A Quote by John Isner

Tennis is not really a traditional Olympic sport. — © John Isner
Tennis is not really a traditional Olympic sport.
Tennis is a traditional game. A big sport like tennis does not need too many changes. The game has become too fast, there are hardly any long, interesting rallies these days. So maybe slowing down the courts could help. But you can't really stop a sport from evolving.
People in tennis, they've been in a certain bubble for so long they don't even know who they are, because obviously it's just been tennis, tennis, tennis. And let it be just tennis, tennis, tennis. Be locked into that. But when tennis is done, then what? It's kinda like: Let's enjoy being great at the sport.
Some folks call tennis a rich people's sport or a white person's game. I guess I started too early because I just thought it was something fun to do. Later, I discovered there was a lot of work to being good in tennis. You've got to make a lot of sacrifices and spend a lot of time if you really want to achieve with this sport, or in any sport, or in anything truly worthwhile.
I had a really dark time after the Olympic Games... But then I said to myself, 'This is a sport that's blessed me with a home, with an education, with some money. I can't hate this sport. This sport took me out of Louisiana. This sport gave me a chance when so many people don't get a chance. And I love this sport.'
I really feel like I'm improving every day, not just as a tennis player but as a person and really becoming more mature in this big sport of tennis.
If you are in your sport for your country, you should be able to go to the Olympic Games and represent your sport for your country bringing people together in the interests of sport. It's a fantastic Olympic ideal, and I uphold it as much as I can.
I submit that tennis is the most beautiful sport there is, and also the most demanding....Basketball comes close, but it's a team sport and lacks tennis's primal mano a mano intensity. Boxing might come close- at least at the lighter weight divisions- but the actual physical damage the fighters inflict on each other makes it too concretely brutal to be really beautiful- a level of abstraction and formality (i.e., play) is necessary for a sport to possess true metaphysical beauty (in my opinion).
Serena and I have done some great career planning, and we're playing really at the peak of our tennis right now. I think tennis has been a sport where people play this insane schedule from 14 years old, so of course at 26, it's over. We've really paced ourselves.
I never got into MMA to be famous, I got into it to compete and pursue athletic aspirations. They were my pure intentions. I came from a true sport, an Olympic background, winning multiple national, international and Olympic medals. So I entered MMA as a sport.
I love the sport of tennis, but I sort of got a little bit away from what I really wanted to do. It became robotic for me, and that's not what I wanted. It's such an amazing sport, and I just really wanted to enjoy it, and I lost that enjoyment and that passion.
For sure, with golf it's not a physically demanding sport like tennis. That's what makes tennis great - you combine both things. It's a very mental sport and at the same time can be dramatically physical. But I do admire the mentality of sport more than the physicality because physical performance is much easier to practice than mental performance.
I missed the Olympic team in 1996 - missed making the team. I tried to make a comeback in my sport, and soon after the Olympic trials, Johann Olav Koss, who is a Norwegian speed-skater, called me up and asked me to be a part of Olympic Aid. Now Olympic Aid is Right to Play. It's a wonderful, narrow focus.
The first thing I would do is create one office that controlled all of pro tennis so you had one central voice that spoke for tennis. Central governance is something that's really held the sport back and will continue to do so.
BMX is still a young sport in Olympic terms. So the sport science behind it is also relatively new. As a program, it's only going to get better as the sport gets bigger and more extreme.
I never expected i, in the first place, when I started playing tennis, that I would ever carry the flag into the Olympic Stadium for an Olympic Games... So for me that was a surprise and a huge honor in my life to be able to represent Switzerland.
After almost 30 years of playing this sport, I've learned something. I've learned that, no matter what happens, or happened... or where you are, or where you've been... at the end of the day: tennis is tennis. It's always, always tennis. And there's nothing better.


Word for word, reproduce each line of the data below, omitting every image.

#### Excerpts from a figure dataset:
● ● ● ●

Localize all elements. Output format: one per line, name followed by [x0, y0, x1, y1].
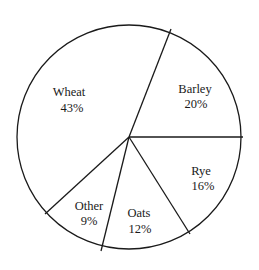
pie-chart: Wheat 43% Barley 20% Rye 16% Oats 12% Ot…	[0, 0, 259, 270]
slice-percent-barley: 20%	[185, 97, 208, 111]
slice-percent-other: 9%	[81, 214, 98, 228]
slice-label-barley: Barley	[178, 82, 212, 96]
slice-percent-rye: 16%	[192, 179, 215, 193]
slice-label-rye: Rye	[191, 164, 211, 178]
slice-percent-oats: 12%	[129, 222, 152, 236]
slice-label-other: Other	[75, 199, 104, 213]
slice-label-wheat: Wheat	[53, 85, 86, 99]
slice-percent-wheat: 43%	[61, 101, 84, 115]
slice-label-oats: Oats	[128, 206, 151, 220]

● ● ● ●

#### Solution to this problem:
Localize all elements. Output format: one per line, name followed by [x0, y0, x1, y1].
pie-chart: Wheat 43% Barley 20% Rye 16% Oats 12% Ot…	[0, 0, 259, 270]
slice-percent-barley: 20%	[185, 97, 208, 111]
slice-percent-other: 9%	[81, 214, 98, 228]
slice-label-barley: Barley	[178, 82, 212, 96]
slice-percent-rye: 16%	[192, 179, 215, 193]
slice-label-rye: Rye	[191, 164, 211, 178]
slice-percent-oats: 12%	[129, 222, 152, 236]
slice-label-other: Other	[75, 199, 104, 213]
slice-label-wheat: Wheat	[53, 85, 86, 99]
slice-percent-wheat: 43%	[61, 101, 84, 115]
slice-label-oats: Oats	[128, 206, 151, 220]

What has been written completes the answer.